Using Amazon S3 for Storage - amark/gun GitHub Wiki

To enable S3 persistence in your pwa / app, follow these steps:

  1. Make yourself an AWS account
  2. Create an S3 bucket with default settings. In this example, we'll call the bucket MY_BUCKET_HERE.
  3. Create a new AWS IAM user with programmatic access.
  4. Create a new AWS IAM Policy with the following content. Attach it to the previously created AWS IAM user.
{
    "Version": "2012-10-17",
    "Statement": [
        {
            "Effect": "Allow",
            "Action": [
                "s3:*"
            ],
            "Resource": [
                "arn:aws:s3:::MY_BUCKET_HERE",
                "arn:aws:s3:::MY_BUCKET_HERE/*"
            ]
        }
    ]
}
  1. Download your AWS IAM User credentials (usually a CSV) with Access Key and Secret Access Key, and either add them to an .env file, since you don't want these to be pushed to GIT, or configure your app-host (like Heroku) to inject these credentials in the environment variables. For Heroku, this can be done by going to the Settings tab in their app dashboard, and going to the Config Vars section.
VARIABLE VALUE
AWS_ACCESS_KEY_ID paste your key here
AWS_S3_BUCKET paste bucket key here
AWS_SECRET_ACCESS_KEY paste secret here
'AWS_REGION' paste your s3 region
NPM_CONFIG_PRODUCTION false
  1. Configure your gun instance in the following way:
var gun = Gun({
   web: config.server.listen(config.port),
   peers: config.peers,
   s3: {
      key: env.AWS_ACCESS_KEY_ID, // AWS Access Key
      secret: env.AWS_SECRET_ACCESS_KEY, // AWS Secret Token
      bucket: env.AWS_S3_BUCKET // The bucket you want to save into
   }
});

To make S3 persistence work with the 1-click deploy to Heroku, it's recommended to fork/clone the gun repo, and perform the following changes to your forked copy:

  • Add "aws-sdk": "^2.528.0" to dependencies in package.json.
  • The Procfile tells heroku what file to start, when the instance starts. In this case it launches examples/http.js.
  • Proceed by changing the examples/http.js file, such that the gun instance starts with your S3 configuration:
var gun = Gun({
   web: config.server.listen(config.port),
   peers: config.peers,
   s3: {
      key: process.env.AWS_ACCESS_KEY_ID, // AWS Access Key
      secret: process.env.AWS_SECRET_ACCESS_KEY, // AWS Secret Token
      bucket: process.env.AWS_S3_BUCKET // The bucket you want to save into
   }
});
  • Deploy your forked repo to Heroku by executing (using Heroku CLI) the following in the repo:
heroku create # if not created before - creates a new app in your Heroku Dashboard
git push -f heroku HEAD:master # deploys HEAD:mater to your Heroku app

To monitor instance output, use:

heroku logs --tail

To restart the instance, to test S3 persistence, use:

heroku restart

Use a tool like Cyberduck to check if you can access the S3 bucket whilst providing your AWS IAM credentials.

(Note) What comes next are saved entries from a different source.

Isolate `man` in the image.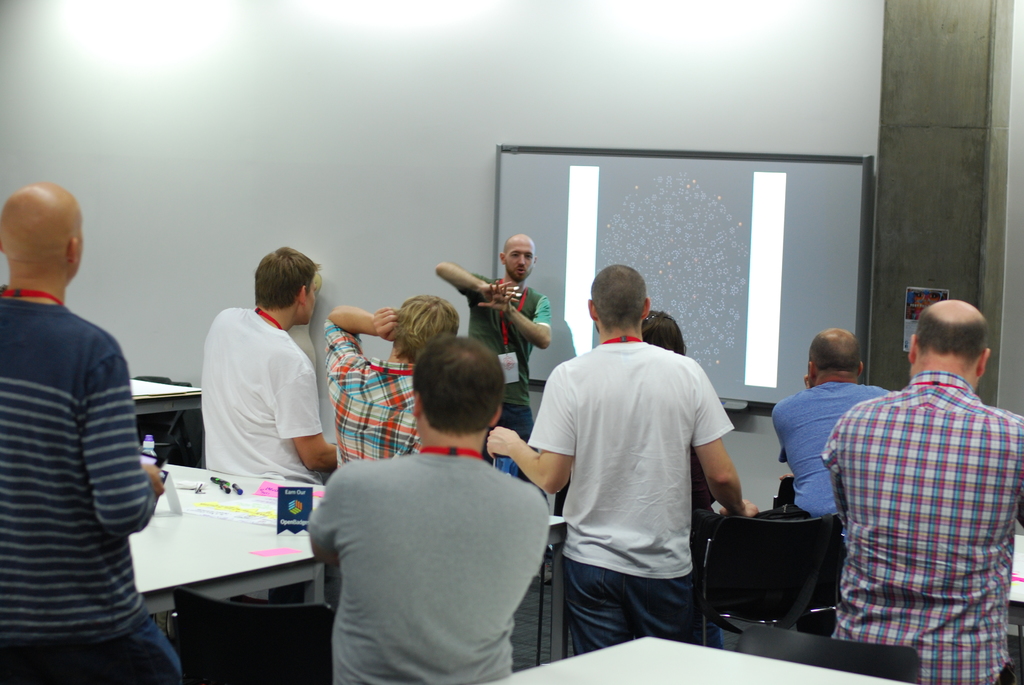
Isolated region: BBox(325, 295, 461, 465).
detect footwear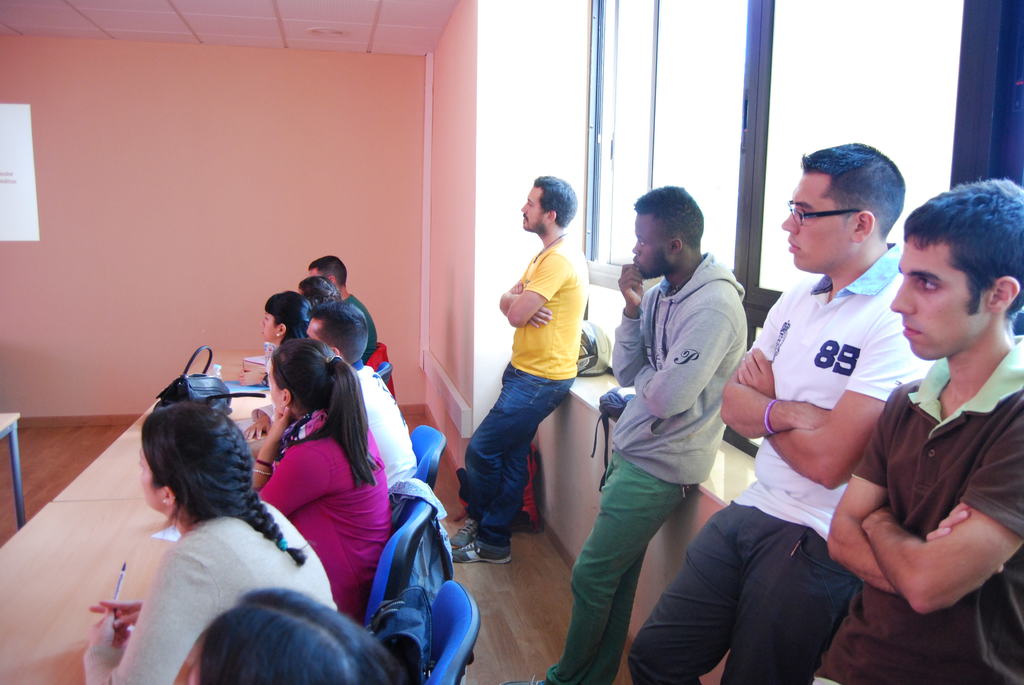
452:535:513:567
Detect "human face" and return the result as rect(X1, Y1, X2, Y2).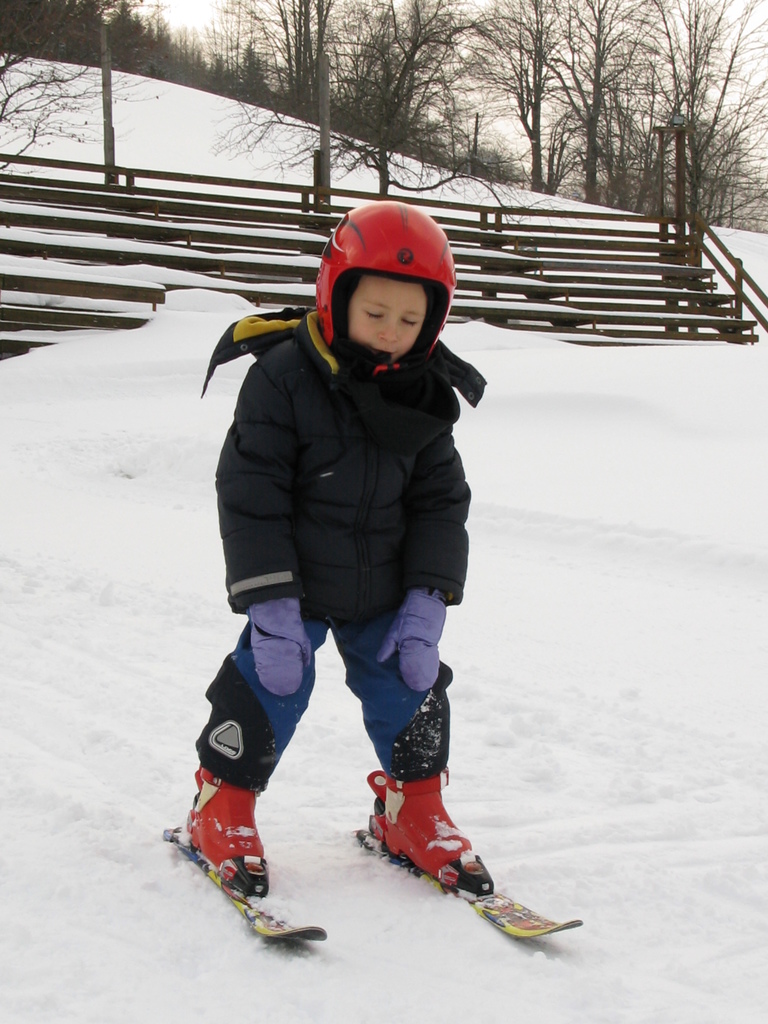
rect(346, 282, 419, 364).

If you are running your own server, you probably have an upstart script or something similar that monitors your app and starts or restarts it if it crashes. You can set ENVIRONMENT VARIABLES there, exactly how depends upon your setup so please google around for that.

Or if you are using command line directly, try something like:

$VARIABLE1=value1 VARIABLE2=value2 node yourapp.js

They will show up in NodeJS as process.env.AWS_ACCESS_KEY_ID and so on. They could also be set in NodeJS with process.env.AWS_ACCESS_KEY_ID = 'value'; but that is not recommended because it could leak your access keys to GitHub or other places.